Silence does not eliminate risk. It can increase mistrust. For emerging issues such as nanoplastics, where scientific understanding is still evolving, the most effective approach is neither exaggeration nor avoidance, but transparency grounded in evidence. Responsible businesses should communicate clearly about what they know, what they do not yet know, and what they are doing to address the issue.
6. Engage in shaping standards and policy
Businesses that participate in the development of emerging frameworks – working with scientists, regulators and industry peers – are more likely to influence outcomes than those that respond after the fact. Engagement is not optional; it is part of responsible leadership.

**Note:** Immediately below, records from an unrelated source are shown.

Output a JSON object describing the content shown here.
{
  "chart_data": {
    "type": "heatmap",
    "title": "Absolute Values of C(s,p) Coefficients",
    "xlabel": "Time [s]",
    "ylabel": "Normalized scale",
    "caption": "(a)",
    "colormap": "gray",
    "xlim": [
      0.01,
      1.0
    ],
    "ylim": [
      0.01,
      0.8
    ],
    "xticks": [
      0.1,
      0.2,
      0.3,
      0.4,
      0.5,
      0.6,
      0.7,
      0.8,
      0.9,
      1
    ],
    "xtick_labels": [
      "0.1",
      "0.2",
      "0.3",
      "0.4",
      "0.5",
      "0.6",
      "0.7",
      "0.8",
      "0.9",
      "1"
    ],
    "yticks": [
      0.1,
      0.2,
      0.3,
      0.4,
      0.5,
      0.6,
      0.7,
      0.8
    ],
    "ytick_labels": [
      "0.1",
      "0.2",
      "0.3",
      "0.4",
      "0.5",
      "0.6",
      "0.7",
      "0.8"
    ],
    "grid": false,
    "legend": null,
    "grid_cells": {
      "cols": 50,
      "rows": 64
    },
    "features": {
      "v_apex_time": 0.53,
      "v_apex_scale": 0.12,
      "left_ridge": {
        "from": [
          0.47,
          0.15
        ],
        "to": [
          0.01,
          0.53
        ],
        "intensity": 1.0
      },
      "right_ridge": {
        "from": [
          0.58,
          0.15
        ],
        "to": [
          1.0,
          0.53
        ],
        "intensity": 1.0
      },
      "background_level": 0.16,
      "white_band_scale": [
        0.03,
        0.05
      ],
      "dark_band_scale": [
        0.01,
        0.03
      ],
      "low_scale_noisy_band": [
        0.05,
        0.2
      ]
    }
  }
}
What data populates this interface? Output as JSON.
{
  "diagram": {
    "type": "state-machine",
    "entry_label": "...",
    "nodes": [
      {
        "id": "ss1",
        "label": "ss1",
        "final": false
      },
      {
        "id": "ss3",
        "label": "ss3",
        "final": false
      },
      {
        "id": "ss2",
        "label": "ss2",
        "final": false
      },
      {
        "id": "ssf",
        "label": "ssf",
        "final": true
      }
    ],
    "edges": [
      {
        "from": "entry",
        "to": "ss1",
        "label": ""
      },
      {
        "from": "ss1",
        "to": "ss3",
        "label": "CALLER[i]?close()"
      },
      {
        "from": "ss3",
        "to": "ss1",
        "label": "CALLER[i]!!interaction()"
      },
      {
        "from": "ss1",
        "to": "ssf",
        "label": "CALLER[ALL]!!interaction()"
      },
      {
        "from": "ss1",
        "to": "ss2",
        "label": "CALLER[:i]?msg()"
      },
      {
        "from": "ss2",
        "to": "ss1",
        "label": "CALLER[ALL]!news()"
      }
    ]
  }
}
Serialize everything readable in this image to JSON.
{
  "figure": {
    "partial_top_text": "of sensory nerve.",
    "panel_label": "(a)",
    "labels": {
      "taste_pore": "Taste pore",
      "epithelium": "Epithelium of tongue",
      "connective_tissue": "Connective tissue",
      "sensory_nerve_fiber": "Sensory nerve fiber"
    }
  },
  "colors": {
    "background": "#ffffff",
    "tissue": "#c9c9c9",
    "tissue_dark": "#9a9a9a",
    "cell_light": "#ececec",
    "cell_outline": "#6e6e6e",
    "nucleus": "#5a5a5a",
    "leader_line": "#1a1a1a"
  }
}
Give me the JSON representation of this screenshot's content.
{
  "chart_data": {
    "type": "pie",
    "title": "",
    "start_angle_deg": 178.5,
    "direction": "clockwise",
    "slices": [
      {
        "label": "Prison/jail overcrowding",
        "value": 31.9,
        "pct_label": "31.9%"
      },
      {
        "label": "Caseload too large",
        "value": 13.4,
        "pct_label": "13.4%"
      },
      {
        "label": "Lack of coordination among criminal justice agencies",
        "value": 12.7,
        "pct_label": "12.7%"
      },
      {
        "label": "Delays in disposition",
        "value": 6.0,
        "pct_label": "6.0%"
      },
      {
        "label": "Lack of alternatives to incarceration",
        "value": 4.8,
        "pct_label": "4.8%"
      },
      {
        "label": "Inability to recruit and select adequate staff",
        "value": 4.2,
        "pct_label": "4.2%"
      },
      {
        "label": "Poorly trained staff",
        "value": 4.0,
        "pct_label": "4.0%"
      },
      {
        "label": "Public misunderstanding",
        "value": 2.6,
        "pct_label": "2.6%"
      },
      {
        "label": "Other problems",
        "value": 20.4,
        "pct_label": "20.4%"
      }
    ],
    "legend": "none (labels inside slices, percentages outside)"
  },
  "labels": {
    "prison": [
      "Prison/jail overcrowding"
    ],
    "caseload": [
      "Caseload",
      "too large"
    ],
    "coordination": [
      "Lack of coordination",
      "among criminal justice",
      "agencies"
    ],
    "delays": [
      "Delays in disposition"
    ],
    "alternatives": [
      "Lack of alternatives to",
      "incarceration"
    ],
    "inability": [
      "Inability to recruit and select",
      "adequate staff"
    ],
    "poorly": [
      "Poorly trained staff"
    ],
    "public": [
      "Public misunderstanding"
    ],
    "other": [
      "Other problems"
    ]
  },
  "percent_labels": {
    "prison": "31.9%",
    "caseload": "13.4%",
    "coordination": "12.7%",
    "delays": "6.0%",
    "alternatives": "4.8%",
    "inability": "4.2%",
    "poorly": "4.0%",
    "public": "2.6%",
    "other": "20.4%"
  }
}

7. Integrate contamination risk into ESG strategy
Beyond carbon and climate, issues of material safety, human exposure and long-term health impact are becoming central to ESG. Treating nanoplastics as an emerging priority ensures that risk management reflects the full scope of environmental and social impact.
8. Prepare for regulation and potential liability
The trajectory of past environmental risks suggests that early scientific concern can evolve into regulatory action and litigation. Scenario planning – including potential compliance requirements, product reformulation and legal exposure – is essential for long-term resilience.
9. Recognise responsibility beyond compliance
Ultimately, this is not just a technical or regulatory challenge. If business activities contribute – even indirectly – to human exposure, then responsibility extends beyond meeting minimum standards. It includes actively seeking to understand, reduce and, where possible, prevent harm.